Thunderbird question

Gordon Messmer gordon.messmer at gmail.com
Sun Jul 5 19:45:03 UTC 2015


On 07/04/2015 02:16 PM, jd1008 wrote:
> On 07/04/2015 03:00 PM, Gordon Messmer wrote:
>> If you're connecting over IMAP, you can delete the cache:
>> rm -rf .thunderbird/*.default/ImapMail/imap.googlemail.com*
> Using pop - I had had undesireable experience with Imap,
> so I switched to pop. One of the reasons was that I needed
> to re-read old messages in situations where I had no internet
> access.

In that case, you can probably leave that in place, but set up a second 
Gmail profile using IMAP, temporarily.  IMAP has access to the full 
message store, and you can copy the messages locally.  I don't know of a 
way to make Thunderbird download your mail otherwise.  Maybe move 
everything to the Inbox would work?  It's hard to say.

Either way, you can configure IMAP to keep a copy of all mail locally, 
and I believe that's the default.  Access to mail while offline should 
work just fine with IMAP.

>> Though this should be a reminder that backups matter.
> Goes without saying :)
> I boldly ran the repair without first backing up Inbox :)

By that time, it was already too late.  Backing up corrupt data really 
doesn't do you much good.  You needed a backup from before it became 
corrupt.  So, I'll restate my original point:

*Regular* backups matter.  Don't skip them.  Don't leave them until you 
feel like you might need them.  Run backups on a predictable, regular 
schedule.

>> Also consider using Maildir instead of the default Berkeley format:
>> https://wiki.mozilla.org/Thunderbird/Maildir
>>
> Not sure what that gives me.
> Does is turn each message into a separate file?
> If so, not for me.

Yes, Maildir keeps each message in a separate file.  It's much less 
likely to become corrupt than mbox.

With mbox, any time you remove a message from a folder (either deleting 
it or moving it to another folder), the entire mbox file has to be 
re-written.  If you delete/move a message from a very large folder, that 
can generate a lot of disk activity, and creates a long window in which 
an interruption can corrupt the folder.  With Maildir, all operations 
should be atomic.  An interruption should never destroy an entire folder.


TASK TO COMPLETE
Write an exact copy of the entries below that leaves out all pictures.

INPUT FOR THIS TASK
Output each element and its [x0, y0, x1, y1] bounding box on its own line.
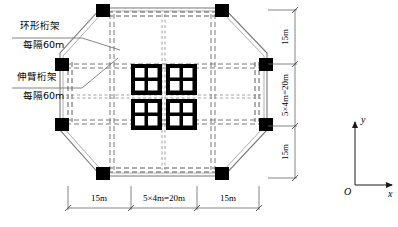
column-east-north — [259, 58, 273, 71]
outrigger-truss-label-line2: 每隔60m — [23, 90, 64, 101]
coordinate-axes: y x O — [344, 114, 393, 199]
column-east-south — [259, 118, 273, 131]
core-block-top-left — [131, 64, 162, 95]
octagon-outer-edge — [60, 8, 267, 176]
core-cell — [170, 116, 180, 126]
outrigger-truss-label-line1: 伸臂桁架 — [17, 71, 57, 82]
core-cell — [183, 68, 193, 78]
x-axis-label: x — [387, 188, 393, 199]
right-dim-label-3: 15m — [280, 144, 290, 160]
bottom-dim-label-1: 15m — [91, 193, 107, 203]
core-cell — [183, 81, 193, 91]
core-cell — [148, 68, 158, 78]
core-cell — [148, 116, 158, 126]
core-cell — [170, 68, 180, 78]
core-cell — [148, 81, 158, 91]
right-dimension-labels: 15m 5×4m=20m 15m — [280, 29, 290, 160]
annotation-ring-truss: 环形桁架 每隔60m — [20, 20, 64, 50]
octagon-outline — [60, 8, 267, 176]
floor-plan-diagram: 环形桁架 每隔60m 伸臂桁架 每隔60m 15m 5×4m=20m 15m — [0, 0, 398, 227]
ring-truss-label-line2: 每隔60m — [23, 39, 64, 50]
core-cell — [183, 103, 193, 113]
core-cell — [135, 103, 145, 113]
column-south-west — [96, 167, 110, 180]
bottom-dimension-labels: 15m 5×4m=20m 15m — [91, 193, 236, 203]
bottom-dim-label-2: 5×4m=20m — [143, 193, 185, 203]
origin-label: O — [344, 186, 351, 197]
core-cell — [183, 116, 193, 126]
core-block-top-right — [166, 64, 197, 95]
perimeter-dashed-lines — [68, 12, 259, 172]
corner-columns — [55, 4, 273, 180]
core-center-dashes — [66, 14, 261, 170]
bottom-dim-label-3: 15m — [220, 193, 236, 203]
column-south-east — [215, 167, 229, 180]
core-cell — [135, 116, 145, 126]
core-cell — [135, 68, 145, 78]
y-axis-label: y — [360, 114, 366, 125]
column-north-west — [96, 4, 110, 17]
ring-truss-label-line1: 环形桁架 — [20, 20, 60, 31]
core-cell — [135, 81, 145, 91]
octagon-inner-edge — [63, 11, 264, 173]
frame-grid-vertical — [110, 14, 215, 170]
core-cell — [170, 103, 180, 113]
right-dim-label-1: 15m — [280, 29, 290, 45]
column-west-south — [55, 118, 69, 131]
core-cell — [148, 103, 158, 113]
core-block-bottom-left — [131, 99, 162, 130]
frame-grid-horizontal — [66, 64, 261, 124]
annotation-outrigger-truss: 伸臂桁架 每隔60m — [17, 71, 64, 101]
right-dim-label-2: 5×4m=20m — [280, 74, 290, 116]
core-block-bottom-right — [166, 99, 197, 130]
column-west-north — [55, 58, 69, 71]
core-cell — [170, 81, 180, 91]
column-north-east — [215, 4, 229, 17]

EXERCISE OUTPUT
Output each element and its [x0, y0, x1, y1] bounding box on its own line.
column-east-north — [259, 58, 273, 71]
outrigger-truss-label-line2: 每隔60m — [23, 90, 64, 101]
coordinate-axes: y x O — [344, 114, 393, 199]
column-east-south — [259, 118, 273, 131]
core-block-top-left — [131, 64, 162, 95]
octagon-outer-edge — [60, 8, 267, 176]
core-cell — [170, 116, 180, 126]
outrigger-truss-label-line1: 伸臂桁架 — [17, 71, 57, 82]
core-cell — [183, 68, 193, 78]
x-axis-label: x — [387, 188, 393, 199]
right-dim-label-3: 15m — [280, 144, 290, 160]
bottom-dim-label-1: 15m — [91, 193, 107, 203]
core-cell — [183, 81, 193, 91]
core-cell — [148, 68, 158, 78]
core-cell — [148, 116, 158, 126]
core-cell — [170, 68, 180, 78]
core-cell — [148, 81, 158, 91]
right-dimension-labels: 15m 5×4m=20m 15m — [280, 29, 290, 160]
annotation-ring-truss: 环形桁架 每隔60m — [20, 20, 64, 50]
octagon-outline — [60, 8, 267, 176]
floor-plan-diagram: 环形桁架 每隔60m 伸臂桁架 每隔60m 15m 5×4m=20m 15m — [0, 0, 398, 227]
ring-truss-label-line2: 每隔60m — [23, 39, 64, 50]
core-cell — [183, 103, 193, 113]
core-cell — [135, 103, 145, 113]
column-south-west — [96, 167, 110, 180]
bottom-dimension-labels: 15m 5×4m=20m 15m — [91, 193, 236, 203]
bottom-dim-label-2: 5×4m=20m — [143, 193, 185, 203]
origin-label: O — [344, 186, 351, 197]
core-cell — [183, 116, 193, 126]
core-block-top-right — [166, 64, 197, 95]
perimeter-dashed-lines — [68, 12, 259, 172]
corner-columns — [55, 4, 273, 180]
core-center-dashes — [66, 14, 261, 170]
bottom-dim-label-3: 15m — [220, 193, 236, 203]
column-south-east — [215, 167, 229, 180]
core-cell — [135, 116, 145, 126]
core-cell — [135, 68, 145, 78]
y-axis-label: y — [360, 114, 366, 125]
column-north-west — [96, 4, 110, 17]
ring-truss-label-line1: 环形桁架 — [20, 20, 60, 31]
core-cell — [135, 81, 145, 91]
octagon-inner-edge — [63, 11, 264, 173]
frame-grid-vertical — [110, 14, 215, 170]
core-cell — [170, 103, 180, 113]
right-dim-label-1: 15m — [280, 29, 290, 45]
column-west-south — [55, 118, 69, 131]
core-cell — [148, 103, 158, 113]
core-block-bottom-left — [131, 99, 162, 130]
frame-grid-horizontal — [66, 64, 261, 124]
annotation-outrigger-truss: 伸臂桁架 每隔60m — [17, 71, 64, 101]
right-dim-label-2: 5×4m=20m — [280, 74, 290, 116]
core-block-bottom-right — [166, 99, 197, 130]
column-west-north — [55, 58, 69, 71]
core-cell — [170, 81, 180, 91]
column-north-east — [215, 4, 229, 17]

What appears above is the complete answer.